27th August 2006
OK,
I DID find this finally and DiMauro, at Columbia, was involved:
[QUOTE]OBJECTIVE: To measure CoQ(10) levels in blood from hypercholesterolemic subjects before and after exposure to atorvastatin calcium, 80 mg/d, for 14 and 30 days. DESIGN: Prospective blinded study of the effects of short-term exposure to atorvastatin on blood levels of CoQ(10). SETTING: Stroke center at an academic tertiary care hospital.Patients We examined a cohort of 34 subjects eligible for statin treatment according to National Cholesterol Education Program: Adult Treatment Panel III criteria. RESULTS: The mean +/- SD blood concentration of CoQ(10) was 1.26 +/- 0.47 micro g/mL at baseline, and decreased to 0.62 +/- 0.39 micro g/mL after 30 days of atorvastatin therapy (P<.001). A significant decrease was already detectable after 14 days of treatment (P<.001). CONCLUSIONS: Even brief exposure to atorvastatin causes a marked decrease in blood CoQ(10) concentration. Widespread inhibition of CoQ(10) synthesis could explain the most commonly reported adverse effects of statins, especially exercise intolerance, myalgia, and myoglobinuria.
I thus was gratified to find SOME evidence that the effect of lowering of the body's level of CoQ10...would that the study involved more than 32 people. Of course the emboldened "COULD." always gives me problems with any study. "Could" should NOT be a word in a conclusion....only in a hypothesis!
On Quackery,
To the extent that Ubiquinone is often compared by the "orthomolecular press" as a musunderstood cure-alls of supplementation, I think the quackery label is not too far from applicable to Dr. Langjoen. Peoples idea of what constitutes quackery differs but mine prety much encompassees those who make unsubstantiated claims for supplemtents that cure or successfully treat multiple diseases...like obesity, heart disease, and AIDS and myositis and STROKE. The icing on the cake is often the bemoaning about the conspiracy to silence these harbingers of wisdom.
Stuff like this curdles my blood:
[QUOTE]Ubiquinone is one of the two most important essential nutrients (the other being ascorbic acid). These two molecules, along with other essential nutrients, have been rejected as unpatentable and unprofitable by certain "authorities" and interests, according to expose's by Pauling and others.[1,2] This has been one of the most lethal errors of modern medicine because no cell, organ, function, remedy, etc, can avoid failure unless essential nutrients, especially these two, are optimal. Supplementation of both is mandatory: for ascorbate, lifelong (since humans can't synthesize it); for ubiquinone, increasingly with age. In this update, to facilitate study of ubiquinone, we seek to assemble in one place vital information that is not widely known.
I'm not saying that Langsjoen is at the level of fraudulent quackery of a Matthias Rath, but his pronouncements on CoQ10 with VERY little clinical proof skirt the edges.
Just think of the difference:
Statin tests have gone on for over a decade and involved tens upon tens of thousands of double blinded patients...study after study after study at major hospital after major hospital in country after country. THESE kind of results are doubted.
BUT CoQ-10, policosanol, ascorbate, amino acids, pantethine and a litany of others get almost NO scrutiny and arre accepted because of a host of "coulds," "mights", "seems plausibles"...in a paperback at Barnes & Noble. THese supplements then become HUGE financial successes.
Proponents of the latter are what I dub quacks...claiming cures without proof!
There are people making many many $$millions$$ selling CoQ10. Doesn't EVERY thinking person think that much more study is warranted for a substance that is being so heralded before they plunk down their $30?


• **TASK PROMPT**: Every entry below is to be returned unchanged. Images are not part of the copy.

• **DATA TO PROCESS**:
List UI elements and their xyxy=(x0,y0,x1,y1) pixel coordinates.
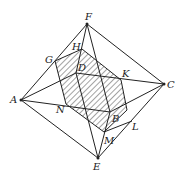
label-K: K xyxy=(121,68,130,79)
label-N: N xyxy=(55,104,66,115)
label-D: D xyxy=(77,62,86,73)
label-A: A xyxy=(9,94,17,105)
label-M: M xyxy=(103,135,115,146)
label-B: B xyxy=(111,113,119,124)
label-H: H xyxy=(71,41,81,52)
octahedron-diagram: FHGDKCANBLME xyxy=(0,0,183,182)
label-C: C xyxy=(167,79,175,90)
diagram-canvas: FHGDKCANBLME xyxy=(0,0,183,182)
label-E: E xyxy=(92,161,101,172)
label-G: G xyxy=(45,54,53,65)
label-L: L xyxy=(131,121,139,132)
label-F: F xyxy=(84,11,93,22)
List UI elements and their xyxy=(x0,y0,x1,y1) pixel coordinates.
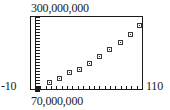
x-axis-tick xyxy=(46,86,47,89)
x-axis-tick xyxy=(99,86,100,89)
x-axis-tick xyxy=(51,86,52,89)
data-point xyxy=(137,23,142,28)
y-axis-max-label: 300,000,000 xyxy=(31,2,89,14)
data-point xyxy=(97,54,102,59)
x-axis-tick xyxy=(142,86,143,89)
y-axis-tick-strip xyxy=(36,17,40,89)
x-axis-max-label: 110 xyxy=(146,80,163,92)
data-point xyxy=(87,61,92,66)
data-point xyxy=(118,40,123,45)
data-point xyxy=(35,87,40,92)
x-axis-tick xyxy=(110,86,111,89)
x-axis-tick-strip xyxy=(31,86,142,89)
x-axis-tick xyxy=(137,86,138,89)
y-axis-min-label: 70,000,000 xyxy=(31,95,83,107)
chart-screenshot: 300,000,000 70,000,000 -10 110 xyxy=(0,0,170,110)
data-point xyxy=(128,32,133,37)
x-axis-tick xyxy=(115,86,116,89)
x-axis-tick xyxy=(105,86,106,89)
x-axis-tick xyxy=(78,86,79,89)
x-axis-tick xyxy=(83,86,84,89)
x-axis-tick xyxy=(121,86,122,89)
y-axis-line xyxy=(35,17,36,89)
x-axis-tick xyxy=(131,86,132,89)
x-axis-tick xyxy=(126,86,127,89)
plot-surface xyxy=(31,17,142,89)
plot-frame xyxy=(30,16,143,90)
x-axis-tick xyxy=(72,86,73,89)
x-axis-tick xyxy=(67,86,68,89)
data-point xyxy=(47,80,52,85)
data-point xyxy=(57,76,62,81)
data-point xyxy=(107,47,112,52)
data-point xyxy=(67,70,72,75)
x-axis-min-label: -10 xyxy=(1,80,16,92)
data-point xyxy=(77,67,82,72)
x-axis-tick xyxy=(56,86,57,89)
x-axis-tick xyxy=(94,86,95,89)
x-axis-tick xyxy=(89,86,90,89)
x-axis-tick xyxy=(40,86,41,89)
x-axis-tick xyxy=(62,86,63,89)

• **YOUR RESPONSE**:
List UI elements and their xyxy=(x0,y0,x1,y1) pixel coordinates.
label-K: K xyxy=(121,68,130,79)
label-N: N xyxy=(55,104,66,115)
label-D: D xyxy=(77,62,86,73)
label-A: A xyxy=(9,94,17,105)
label-M: M xyxy=(103,135,115,146)
label-B: B xyxy=(111,113,119,124)
label-H: H xyxy=(71,41,81,52)
octahedron-diagram: FHGDKCANBLME xyxy=(0,0,183,182)
label-C: C xyxy=(167,79,175,90)
diagram-canvas: FHGDKCANBLME xyxy=(0,0,183,182)
label-E: E xyxy=(92,161,101,172)
label-G: G xyxy=(45,54,53,65)
label-L: L xyxy=(131,121,139,132)
label-F: F xyxy=(84,11,93,22)
List UI elements and their xyxy=(x0,y0,x1,y1) pixel coordinates.
x-axis-tick xyxy=(46,86,47,89)
x-axis-tick xyxy=(99,86,100,89)
x-axis-tick xyxy=(51,86,52,89)
data-point xyxy=(137,23,142,28)
y-axis-max-label: 300,000,000 xyxy=(31,2,89,14)
data-point xyxy=(97,54,102,59)
x-axis-tick xyxy=(142,86,143,89)
y-axis-tick-strip xyxy=(36,17,40,89)
x-axis-max-label: 110 xyxy=(146,80,163,92)
data-point xyxy=(87,61,92,66)
data-point xyxy=(118,40,123,45)
data-point xyxy=(35,87,40,92)
x-axis-tick xyxy=(110,86,111,89)
x-axis-tick-strip xyxy=(31,86,142,89)
x-axis-tick xyxy=(137,86,138,89)
y-axis-min-label: 70,000,000 xyxy=(31,95,83,107)
chart-screenshot: 300,000,000 70,000,000 -10 110 xyxy=(0,0,170,110)
data-point xyxy=(128,32,133,37)
x-axis-tick xyxy=(115,86,116,89)
x-axis-tick xyxy=(105,86,106,89)
x-axis-tick xyxy=(78,86,79,89)
x-axis-tick xyxy=(83,86,84,89)
x-axis-tick xyxy=(121,86,122,89)
y-axis-line xyxy=(35,17,36,89)
x-axis-tick xyxy=(131,86,132,89)
x-axis-tick xyxy=(126,86,127,89)
plot-surface xyxy=(31,17,142,89)
plot-frame xyxy=(30,16,143,90)
x-axis-tick xyxy=(72,86,73,89)
x-axis-tick xyxy=(67,86,68,89)
data-point xyxy=(47,80,52,85)
data-point xyxy=(57,76,62,81)
data-point xyxy=(107,47,112,52)
data-point xyxy=(67,70,72,75)
x-axis-min-label: -10 xyxy=(1,80,16,92)
data-point xyxy=(77,67,82,72)
x-axis-tick xyxy=(56,86,57,89)
x-axis-tick xyxy=(94,86,95,89)
x-axis-tick xyxy=(89,86,90,89)
x-axis-tick xyxy=(40,86,41,89)
x-axis-tick xyxy=(62,86,63,89)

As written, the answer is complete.